We present a mathematical model of the hydrology of grounding‐line migration on tidal timescales, in which the ice acts elastically, overlying a connected hydrological network, with the ocean tides modeled by an oscillating far‐field fluid height. The upstream grounding‐line migration is driven by a fluid pressure gradient through the grounding zone, while the downstream migration is limited by fluid drainage through the till. The two processes are described using separate travelling‐wave solutions, based on a model of fluid flow under an elastic sheet. The asymmetry between the upstream and downstream motion allows the grounding line to act as a nonlinear filter on the tidal forcing as the pressure signal propagates upstream, and this frequency modulation is discussed in the context of velocity data from ice streams across Antarctica to provide a novel constraint on till permeability.
The dynamics of glacial sliding over water-saturated tills are poorly constrained and difficult to capture realistically in large-scale models. Experiments characterize till as a plastic material with a pressure-dependent yield stress, but the subglacial water pressure may fluctuate on annual to daily timescales, leading to transient adjustment of the till. We construct a continuum two-phase model of coupled fluid and solid deformation, describing the movement of water through the pore space of a till that is itself dilating and deforming. By forcing the model with time-dependent effective pressure at the ice–till interface, we infer the resulting relationships between basal traction, solid fraction and rate of deformation. We find that shear dilation introduces internal pressure variations and transient dilatant strengthening emerges, leading to hysteretic behaviour in low-permeability materials. The result is a time-dependent effective sliding law, with permeability-dependent lag between changes in effective pressure and the slidingspeed. This deviation from traditional steady-state sliding laws may play an important role in a wide range of transient ice-sheet phenomena, from glacier surges to the tidal response of ice streams.
scite is a Brooklyn-based organization that helps researchers better discover and understand research articles through Smart Citations–citations that display the context of the citation and describe whether the article provides supporting or contrasting evidence. scite is used by students and researchers from around the world and is funded in part by the National Science Foundation and the National Institute on Drug Abuse of the National Institutes of Health.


### About this task:
Whenever a line below includes the string "Risk", show it.

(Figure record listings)
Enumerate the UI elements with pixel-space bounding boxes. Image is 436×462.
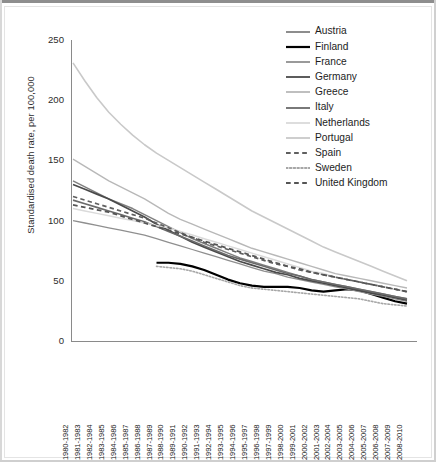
x-tick-label: 1993-1995 <box>216 425 225 460</box>
x-tick-label: 1991-1993 <box>192 425 201 460</box>
legend-line-icon <box>286 86 310 98</box>
x-tick-label: 1995-1997 <box>240 425 249 460</box>
x-tick-label: 1985-1987 <box>121 425 130 460</box>
x-tick-label: 1994-1996 <box>228 425 237 460</box>
chart-page: Standardised death rate, per 100,000 050… <box>0 0 436 462</box>
legend-item[interactable]: Portugal <box>286 130 432 145</box>
legend-line-icon <box>286 26 310 38</box>
legend-line-icon <box>286 71 310 83</box>
x-tick-label: 2006-2008 <box>371 425 380 460</box>
x-tick-label: 1989-1991 <box>168 425 177 460</box>
legend-item[interactable]: Greece <box>286 85 432 100</box>
legend-line-icon <box>286 162 310 174</box>
x-tick-label: 2008-2010 <box>395 425 404 460</box>
legend-item[interactable]: United Kingdom <box>286 176 432 191</box>
x-tick-label: 1982-1984 <box>85 425 94 460</box>
x-tick-label: 2000-2002 <box>300 425 309 460</box>
y-tick-label: 100 <box>32 216 64 226</box>
y-tick-label: 0 <box>32 336 64 346</box>
y-tick-label: 250 <box>32 35 64 45</box>
legend-item[interactable]: Sweden <box>286 161 432 176</box>
legend-line-icon <box>286 56 310 68</box>
y-tick-label: 50 <box>32 276 64 286</box>
chart-legend: AustriaFinlandFranceGermanyGreeceItalyNe… <box>286 24 432 191</box>
x-tick-label: 1988-1990 <box>156 425 165 460</box>
x-tick-label: 1980-1982 <box>61 425 70 460</box>
y-axis-tick-labels: 050100150200250 <box>32 0 64 462</box>
y-tick-label: 150 <box>32 155 64 165</box>
legend-label: Sweden <box>315 163 352 173</box>
legend-label: Austria <box>315 26 347 36</box>
legend-label: Spain <box>315 148 341 158</box>
legend-label: Italy <box>315 102 334 112</box>
legend-item[interactable]: France <box>286 54 432 69</box>
page-frame-left <box>0 0 2 462</box>
x-tick-label: 1999-2001 <box>288 425 297 460</box>
x-tick-label: 2001-2003 <box>312 425 321 460</box>
series-line <box>73 209 407 292</box>
x-tick-label: 2005-2007 <box>359 425 368 460</box>
x-tick-label: 2007-2009 <box>383 425 392 460</box>
x-tick-label: 2004-2006 <box>347 425 356 460</box>
legend-label: Germany <box>315 72 357 82</box>
legend-label: France <box>315 57 347 67</box>
legend-item[interactable]: Spain <box>286 146 432 161</box>
x-tick-label: 1996-1998 <box>252 425 261 460</box>
legend-label: Greece <box>315 87 348 97</box>
legend-item[interactable]: Finland <box>286 39 432 54</box>
legend-line-icon <box>286 177 310 189</box>
legend-label: United Kingdom <box>315 178 388 188</box>
legend-line-icon <box>286 41 310 53</box>
legend-line-icon <box>286 102 310 114</box>
x-tick-label: 1987-1989 <box>145 425 154 460</box>
x-tick-label: 1998-2000 <box>276 425 285 460</box>
x-tick-label: 1983-1985 <box>97 425 106 460</box>
legend-item[interactable]: Germany <box>286 70 432 85</box>
x-tick-label: 1981-1983 <box>73 425 82 460</box>
legend-item[interactable]: Italy <box>286 100 432 115</box>
x-tick-label: 2003-2005 <box>335 425 344 460</box>
legend-line-icon <box>286 117 310 129</box>
legend-label: Finland <box>315 42 348 52</box>
x-tick-label: 1984-1986 <box>109 425 118 460</box>
x-tick-label: 1986-1988 <box>133 425 142 460</box>
legend-label: Portugal <box>315 133 353 143</box>
legend-item[interactable]: Netherlands <box>286 115 432 130</box>
legend-label: Netherlands <box>315 118 370 128</box>
legend-line-icon <box>286 147 310 159</box>
x-axis-tick-labels: 1980-19821981-19831982-19841983-19851984… <box>71 345 417 460</box>
x-tick-label: 1990-1992 <box>180 425 189 460</box>
legend-item[interactable]: Austria <box>286 24 432 39</box>
x-tick-label: 1997-1999 <box>264 425 273 460</box>
page-frame-top <box>0 0 436 3</box>
x-tick-label: 2002-2004 <box>323 425 332 460</box>
legend-line-icon <box>286 132 310 144</box>
x-tick-label: 1992-1994 <box>204 425 213 460</box>
y-tick-label: 200 <box>32 95 64 105</box>
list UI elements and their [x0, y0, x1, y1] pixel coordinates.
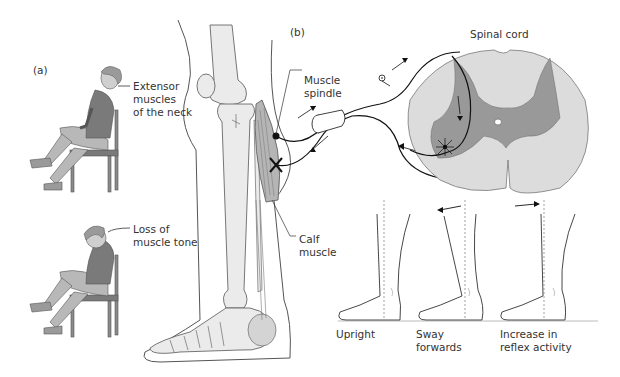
reflex-diagram: (a) Extensor muscles of the neck Loss of… [0, 0, 620, 377]
upright-stance [339, 200, 410, 320]
spinal-cord-section [408, 50, 588, 193]
loss-of-tone-label: Loss of muscle tone [133, 223, 198, 249]
upright-caption: Upright [336, 328, 375, 341]
reflex-activity-caption: Increase in reflex activity [500, 328, 572, 354]
sway-forwards-caption: Sway forwards [416, 328, 462, 354]
panel-b-label: (b) [290, 26, 305, 39]
calf-muscle-label: Calf muscle [299, 233, 337, 259]
extensor-muscles-label: Extensor muscles of the neck [133, 80, 192, 119]
leg-skeleton [144, 20, 302, 362]
spinal-cord-title: Spinal cord [470, 28, 529, 41]
illustration [0, 0, 620, 377]
upright-seated-figure [30, 66, 130, 192]
panel-a-label: (a) [33, 64, 48, 77]
sway-forwards-stance [419, 200, 483, 320]
reflex-correction-stance [501, 200, 575, 320]
slumped-seated-figure [30, 226, 130, 337]
stance-sequence [338, 200, 598, 321]
muscle-spindle-label: Muscle spindle [304, 74, 342, 100]
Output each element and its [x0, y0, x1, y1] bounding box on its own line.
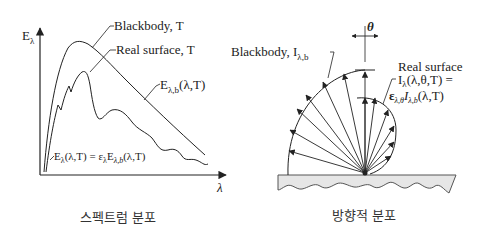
directional-caption: 방향적 분포 — [332, 208, 396, 223]
real-surface-leader — [90, 50, 116, 72]
theta-label: θ — [367, 19, 374, 34]
y-axis-label: Eλ — [22, 28, 35, 46]
real-surface-label: Real surface, T — [116, 42, 195, 57]
real-surface-rays — [365, 98, 394, 173]
x-axis-label: λ — [216, 180, 223, 195]
surface — [278, 175, 456, 193]
blackbody-function-leader — [144, 84, 160, 100]
spectral-caption: 스펙트럼 분포 — [80, 210, 156, 225]
blackbody-leader — [92, 26, 114, 48]
diagram-canvas: Eλ λ Blackbody, T Real surface, T Eλ,b(λ… — [0, 0, 491, 238]
blackbody-label: Blackbody, T — [114, 18, 184, 33]
blackbody-function-label: Eλ,b(λ,T) — [160, 77, 205, 95]
emission-point — [363, 171, 368, 176]
directional-blackbody-label: Blackbody, Iλ,b — [231, 44, 309, 62]
directional-distribution-diagram: θ Blackbody, Iλ,b Real surface Iλ(λ,θ,T)… — [231, 19, 463, 223]
real-surface-equation: Eλ(λ,T) = ελEλ,b(λ,T) — [54, 150, 146, 165]
directional-real-equation-line1: Iλ(λ,θ,T) = — [398, 72, 453, 89]
directional-blackbody-leader — [328, 52, 334, 78]
directional-real-equation-line2: ελ,θIλ,b(λ,T) — [389, 88, 444, 105]
blackbody-rays — [289, 72, 365, 173]
spectral-distribution-chart: Eλ λ Blackbody, T Real surface, T Eλ,b(λ… — [22, 18, 226, 225]
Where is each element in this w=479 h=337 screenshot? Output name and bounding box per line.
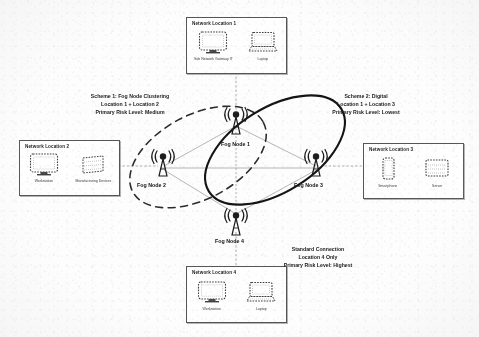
fog-node-2-tower[interactable] [146,146,180,184]
device-laptop: Laptop [245,280,277,311]
antenna-tower-icon [146,146,180,180]
location-title: Network Location 4 [192,270,236,275]
device-caption: Sub Network Gateway IT [194,57,233,61]
server-icon [422,156,452,182]
annotation-standard-connection: Standard Connection Location 4 Only Prim… [256,245,380,270]
device-row: Smartphone Server [364,156,463,188]
location-box-2[interactable]: Network Location 2 Workstation Man [19,140,120,196]
fog-node-3-label: Fog Node 3 [294,182,323,188]
diagram-canvas: Network Location 1 Sub Network Gateway I… [0,0,479,337]
annotation-line-1: Scheme 1: Fog Node Clustering [70,92,190,100]
location-title: Network Location 1 [192,21,236,26]
location-box-3[interactable]: Network Location 3 Smartphone Server [363,143,464,199]
annotation-line-3: Primary Risk Level: Medium [70,108,190,116]
annotation-scheme-2: Scheme 2: Digital Location 1 + Location … [305,92,427,117]
device-caption: Laptop [256,307,267,311]
device-caption: Manufacturing Devices [76,179,112,183]
device-server: Manufacturing Devices [76,152,112,183]
antenna-tower-icon [219,104,253,138]
annotation-line-3: Primary Risk Level: Lowest [305,108,427,116]
device-row: Workstation Manufacturing Devices [20,152,119,183]
device-caption: Laptop [258,57,269,61]
device-server: Server [422,156,452,188]
device-laptop: Laptop [247,30,279,61]
annotation-scheme-1: Scheme 1: Fog Node Clustering Location 1… [70,92,190,117]
device-caption: Workstation [203,307,221,311]
antenna-tower-icon [299,146,333,180]
location-box-1[interactable]: Network Location 1 Sub Network Gateway I… [186,17,287,74]
device-workstation: Workstation [196,280,228,311]
monitor-icon [196,280,228,305]
device-workstation: Sub Network Gateway IT [194,30,233,61]
location-title: Network Location 3 [369,147,413,152]
laptop-icon [245,280,277,305]
fog-node-2-label: Fog Node 2 [137,182,166,188]
annotation-line-1: Standard Connection [256,245,380,253]
device-mobile: Smartphone [375,156,401,188]
location-box-4[interactable]: Network Location 4 Workstation Lap [186,266,287,323]
device-row: Workstation Laptop [187,280,286,311]
device-caption: Workstation [35,179,53,183]
device-caption: Server [432,184,442,188]
monitor-icon [28,152,60,177]
server-icon [77,152,109,177]
fog-node-3-tower[interactable] [299,146,333,184]
fog-node-1-tower[interactable] [219,104,253,142]
device-workstation: Workstation [28,152,60,183]
device-caption: Smartphone [378,184,397,188]
laptop-icon [247,30,279,55]
annotation-line-2: Location 1 + Location 2 [70,100,190,108]
annotation-line-2: Location 4 Only [256,253,380,261]
annotation-line-1: Scheme 2: Digital [305,92,427,100]
fog-node-4-label: Fog Node 4 [215,238,244,244]
annotation-line-3: Primary Risk Level: Highest [256,261,380,269]
phone-icon [375,156,401,182]
annotation-line-2: Location 1 + Location 3 [305,100,427,108]
device-row: Sub Network Gateway IT Laptop [187,30,286,61]
monitor-icon [197,30,229,55]
location-title: Network Location 2 [25,144,69,149]
antenna-tower-icon [219,205,253,239]
fog-node-1-label: Fog Node 1 [221,141,250,147]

### Written solution:
annotation-line-3: Primary Risk Level: Medium [70,108,190,116]
annotation-line-3: Primary Risk Level: Lowest [305,108,427,116]
annotation-line-3: Primary Risk Level: Highest [256,261,380,269]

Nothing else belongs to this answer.